I first got involved in the DIPEx site when Hilary Fairfield, an employee of the MND Association asked if I would be happy to be involved.
I was delighted to be involved in DIPEx because it provides such good support to any individual experiencing a terminal illness or other health condition. Perhaps if people can see what helped me come to terms with my diagnosis it may help them too.
I had no apprehension at all doing the interview and felt at ease speaking freely about my experience with MND. I see it as a way for me to do something about MND and be useful.
Right from the beginning I said that I wanted to continue to fight. I want to continue to use my body as much as I can. And if I reach a limit where I can't use it, okay, I will make an adaptation. But until that point, I will push it. That's the case with my breathing. I don't want to have any assistance with that. I still continue to use my lungs. I go for musical therapy twice a month and sing which helps.
I have a Living Will. I'm very free and relaxed with it and I've done it so that I don't have any problems at the final point. And the reason I've given to my GP and other people is very simple. Suppose we talk about the breathing problem. If I was living in Africa where I would have no access to devices like a non-invasive ventilator, I would die naturally, because my breath, my lungs would not be able to cope. So why would we continue here to give me a ventilator or to put me under therapeutic harassment if the body is finished? So in this case just let me go. It's natural. So that's the way I feel about it.
I will still continue to fight until I can't. The main point is that I've made a Living Will because I don't want to be a burden to anyone. So if I'm just a body in the bed, unable to do anything, it's better to let me go slowly because it means that we're reaching the end point.

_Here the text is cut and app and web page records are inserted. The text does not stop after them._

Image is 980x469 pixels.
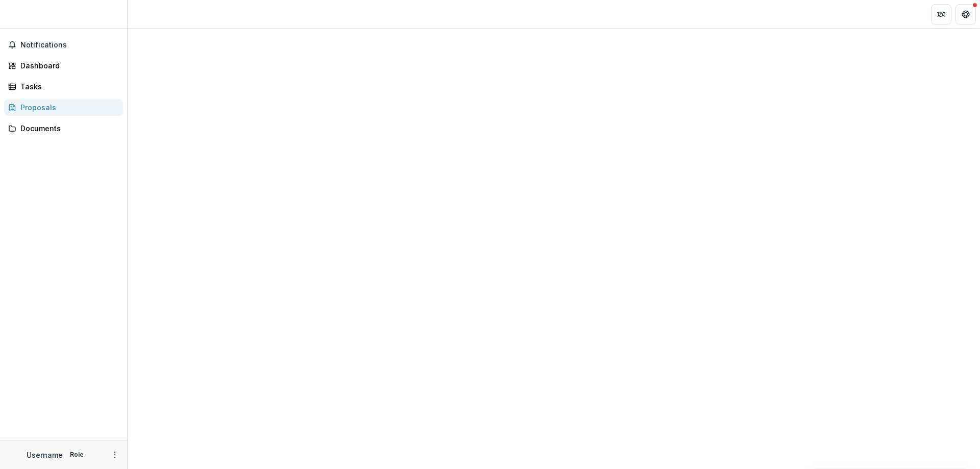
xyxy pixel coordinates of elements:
div: Dashboard [20,61,115,71]
a: Dashboard [4,57,123,74]
button: Partners [931,4,951,24]
button: Get Help [955,4,976,24]
a: Documents [4,120,123,137]
button: Notifications [4,37,123,53]
div: Tasks [20,81,115,92]
p: Username [27,450,63,461]
span: Notifications [20,41,119,50]
a: Proposals [4,99,123,116]
a: Tasks [4,78,123,95]
div: Documents [20,123,115,134]
button: More [109,449,121,461]
div: Proposals [20,102,115,113]
p: Role [67,451,87,459]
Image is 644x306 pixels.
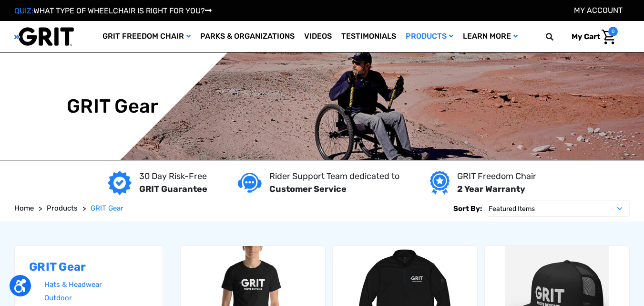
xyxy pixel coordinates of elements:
[139,184,207,195] strong: GRIT Guarantee
[14,203,34,214] a: Home
[550,27,565,47] input: Search
[453,201,482,217] label: Sort By:
[336,21,401,52] a: Testimonials
[572,32,600,41] span: My Cart
[108,171,132,195] img: GRIT Guarantee
[45,278,148,292] a: Hats & Headwear
[14,6,33,15] span: QUIZ:
[67,95,158,118] h1: GRIT Gear
[270,184,347,195] strong: Customer Service
[270,170,400,183] p: Rider Support Team dedicated to
[430,171,450,195] img: Year warranty
[602,29,616,45] img: Cart
[14,6,212,15] a: QUIZ:WHAT TYPE OF WHEELCHAIR IS RIGHT FOR YOU?
[195,21,299,52] a: Parks & Organizations
[457,170,536,183] p: GRIT Freedom Chair
[14,204,34,212] span: Home
[565,27,618,47] a: Cart with 0 items
[457,184,526,195] strong: 2 Year Warranty
[45,291,148,305] a: Outdoor
[29,260,148,274] h2: GRIT Gear
[47,203,78,214] a: Products
[401,21,458,52] a: Products
[14,27,74,46] img: GRIT All-Terrain Wheelchair and Mobility Equipment
[91,204,123,212] span: GRIT Gear
[91,203,123,214] a: GRIT Gear
[609,27,618,36] span: 0
[98,21,195,52] a: GRIT Freedom Chair
[458,21,523,52] a: Learn More
[595,245,640,289] iframe: Tidio Chat
[299,21,336,52] a: Videos
[574,6,623,15] a: Account
[238,173,262,193] img: Customer service
[47,204,78,212] span: Products
[139,170,207,183] p: 30 Day Risk-Free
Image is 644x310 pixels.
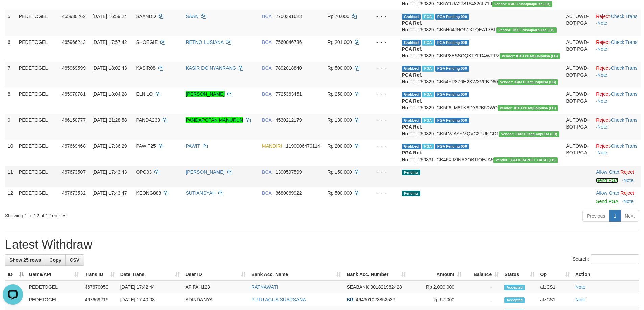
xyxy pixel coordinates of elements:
[598,46,608,52] a: Note
[136,66,156,71] span: KASIR08
[62,13,85,19] span: 465930262
[370,13,397,20] div: - - -
[136,117,160,123] span: PANDA233
[436,40,469,46] span: PGA Pending
[402,170,420,175] span: Pending
[611,13,638,19] a: Check Trans
[402,98,422,110] b: PGA Ref. No:
[573,254,639,264] label: Search:
[464,268,502,281] th: Balance: activate to sort column ascending
[611,66,638,71] a: Check Trans
[596,170,619,175] a: Allow Grab
[500,53,560,59] span: Vendor URL: https://dashboard.q2checkout.com/secure
[591,254,639,264] input: Search:
[92,40,127,45] span: [DATE] 17:57:42
[262,91,272,97] span: BCA
[596,91,610,97] a: Reject
[5,10,16,36] td: 5
[370,117,397,124] div: - - -
[409,281,464,294] td: Rp 2,000,000
[399,62,564,88] td: TF_250829_CK54YR8Z6H2KWXVFBD60
[327,143,352,149] span: Rp 200.000
[186,66,236,71] a: KASIR DG NYANRANG
[593,140,641,166] td: · ·
[327,170,352,175] span: Rp 150.000
[436,144,469,150] span: PGA Pending
[402,92,421,97] span: Grabbed
[136,13,156,19] span: SAANDD
[593,166,641,187] td: ·
[182,268,248,281] th: User ID: activate to sort column ascending
[62,91,85,97] span: 465970781
[136,170,152,175] span: OPO03
[538,268,573,281] th: Op: activate to sort column ascending
[609,210,621,222] a: 1
[611,143,638,149] a: Check Trans
[356,297,395,302] span: Copy 464301023852539 to clipboard
[596,13,610,19] a: Reject
[5,281,26,294] td: 1
[82,281,117,294] td: 467670050
[182,281,248,294] td: AFIFAH123
[275,13,302,19] span: Copy 2700391623 to clipboard
[598,150,608,155] a: Note
[436,92,469,97] span: PGA Pending
[436,66,469,71] span: PGA Pending
[422,40,434,46] span: Marked by afzCS1
[262,143,282,149] span: MANDIRI
[593,36,641,62] td: · ·
[409,268,464,281] th: Amount: activate to sort column ascending
[409,294,464,306] td: Rp 67,000
[92,91,127,97] span: [DATE] 18:04:28
[136,91,153,97] span: ELNILO
[136,40,157,45] span: SHOEGIE
[62,170,85,175] span: 467673507
[186,170,224,175] a: [PERSON_NAME]
[402,40,421,46] span: Grabbed
[62,117,85,123] span: 466150777
[186,191,216,196] a: SUTIANSYAH
[3,3,23,23] button: Open LiveChat chat widget
[92,66,127,71] span: [DATE] 18:02:43
[370,143,397,150] div: - - -
[402,20,422,33] b: PGA Ref. No:
[136,143,156,149] span: PAWIT25
[402,66,421,71] span: Grabbed
[10,257,41,263] span: Show 25 rows
[402,144,421,150] span: Grabbed
[582,210,610,222] a: Previous
[370,285,402,290] span: Copy 901821982428 to clipboard
[464,281,502,294] td: -
[26,294,82,306] td: PEDETOGEL
[16,187,59,208] td: PEDETOGEL
[596,40,610,45] a: Reject
[399,10,564,36] td: TF_250829_CK5H64JNQ61XTQEA17BL
[16,140,59,166] td: PEDETOGEL
[5,254,45,266] a: Show 25 rows
[598,124,608,130] a: Note
[69,257,80,263] span: CSV
[92,117,127,123] span: [DATE] 21:28:58
[538,281,573,294] td: afzCS1
[623,178,634,183] a: Note
[422,92,434,97] span: Marked by afzCS1
[262,13,272,19] span: BCA
[422,14,434,20] span: Marked by afzCS1
[286,143,320,149] span: Copy 1190006470114 to clipboard
[62,40,85,45] span: 465966243
[186,40,223,45] a: RETNO LUSIANA
[186,143,200,149] a: PAWIT
[5,166,16,187] td: 11
[327,66,352,71] span: Rp 500.000
[262,66,272,71] span: BCA
[593,114,641,140] td: · ·
[402,150,422,163] b: PGA Ref. No:
[422,144,434,150] span: Marked by afzCS1
[563,10,593,36] td: AUTOWD-BOT-PGA
[5,140,16,166] td: 10
[402,124,422,136] b: PGA Ref. No:
[5,187,16,208] td: 12
[596,199,618,204] a: Send PGA
[62,143,85,149] span: 467669468
[5,88,16,114] td: 8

Although I am respectful and tolerant of anyone's belief, religion is not important to me, but I do believe in some kind of entity. I see illness and death as important parts of nature and I’m not afraid. I came to this perspective very slowly by thinking that there is a need for having diseases, because that's the way nature regulates the species and regulates everything. And nature, for me, is the armed arm of the entity. If there's an entity somewhere, it's using nature to regulate, and from that point on I'm fine. But still it doesn't mean that you cannot fight or you cannot hit back. It's nature given to you as well.